Data Show Impact of Pandemic on Select Economic Sectors and State and Local Government Tax Revenue
The U.S. Census Bureau today released a report on how economic surveys captured the initial shock and resulting impact of the coronavirus pandemic, as well as economic trends since the national emergency was declared.
The The Coronavirus Pandemic’s Economic Impact brief uses data from the Quarterly Services Survey, Advance Monthly Retail Trade Survey, Monthly Wholesale Trade Survey, and Manufacturers’ Shipments, Inventories, and Orders Survey to gauge the pandemic’s impact on key economic sectors.
Surveys such as the Annual Survey of Manufactures, Service Annual Survey and Annual Capital Expenditures Survey collected new data to capture the economic impact of the pandemic. In addition, e-commerce sales in the Annual Retail Trade Survey and the Annual Wholesale Trade Survey highlight how shopping trends changed during stay-at-home orders.
The report also looks at how the pandemic impacted tax revenue, state expenditures on hospital and health services, intergovernmental revenue, and state and local government pensions through additional surveys — the Quarterly Summary of State and Local Tax Revenues, the 2020 Annual Survey of State Government Finances and the Quarterly Survey of Public Pensions.
Highlights include:
Economic Indicators
- U.S. selected services estimated total revenue, adjusted for seasonal variation but not for price changes, decreased 8.7% from the first quarter of 2020 to the second quarter of 2020.
- U.S. retail and food services estimated sales, adjusted for seasonal variation, holiday, and trading-day differences but not for price changes, decreased 15.2% from March to April 2020.
- Estimated sales of merchant wholesalers (other than manufacturers’ sales branches and offices), adjusted for seasonal variation, holiday, and trading-day differences but not for price changes, decreased 17.0% from March to April 2020.

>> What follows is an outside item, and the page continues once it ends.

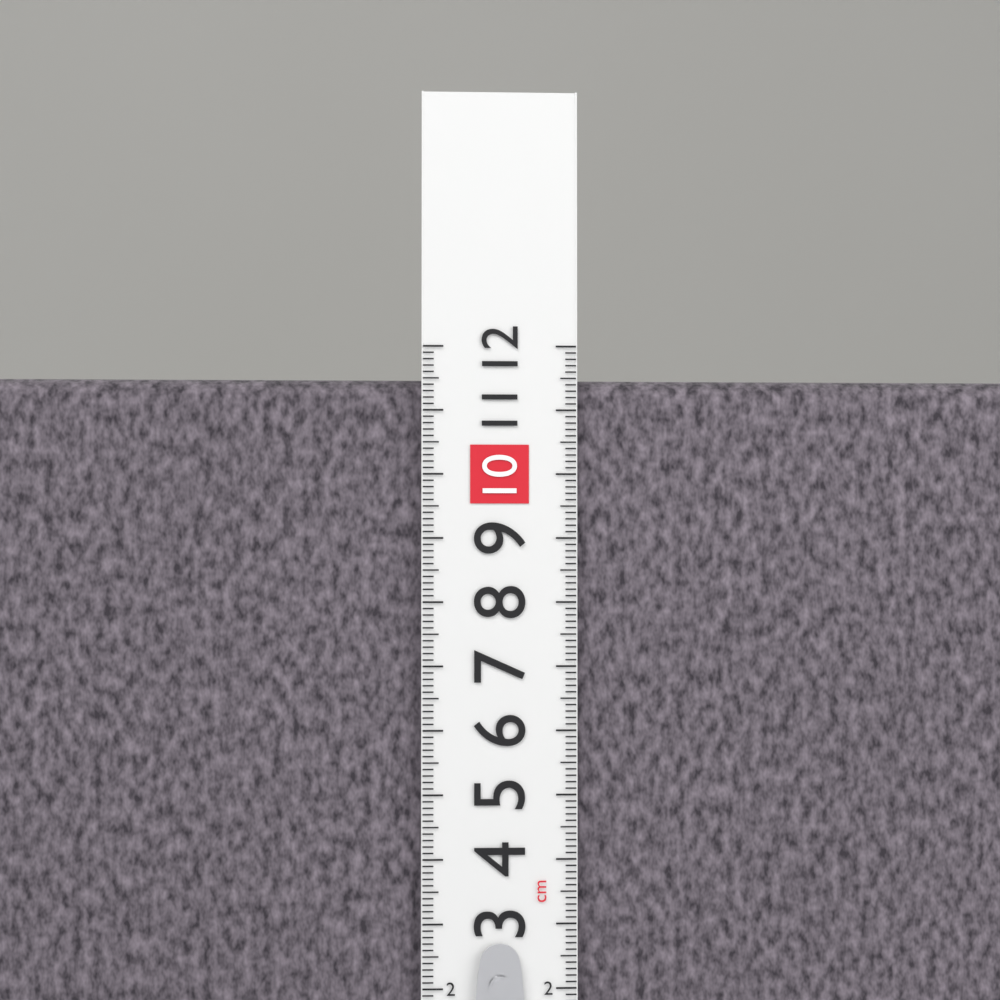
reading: 11.5 cm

- Estimated shipments of manufactured goods, adjusted for seasonal variation but not for price changes, decreased 14.8% from March to April 2020.
Manufacturing
- Establishments in the Apparel Manufacturing subsector were closed an estimated average of 38.2 days in 2020.
Services
- Mental Health Specialists reported that in 2020, 39.2% of their estimated revenue came from telemedicine services.
Retail
- The Food and Beverage Store retail subsector experienced its highest year-to-year growth in estimated e-commerce sales in 2020, up 172.7% from 2019.
Wholesale
- Estimated e-commerce as a percentage of total sales for U.S. merchant wholesalers increased from 33.6% in 2019 to 35.6% in 2020.
Annual Capital Expenditures
- Of those U.S. companies with employees that received financial assistance in 2020, an estimated 61.0% used the funds to rehire or maintain employees on their payroll, 20.1% used the funds to pay the rent/mortgage, 15.3% to pay for utilities, 2.2% for capital expenditures, and 5.6% for all other expenses. (Companies may have reported in more than one category.)
Public Sector
- Estimated state and local government tax revenue collections in the second quarter of 2020 fell by 19% from the same quarter in 2019 due to pandemic-related shutdowns and tax-filing deadline extensions but tax revenues collected rebounded by 46% in the second quarter of 2021.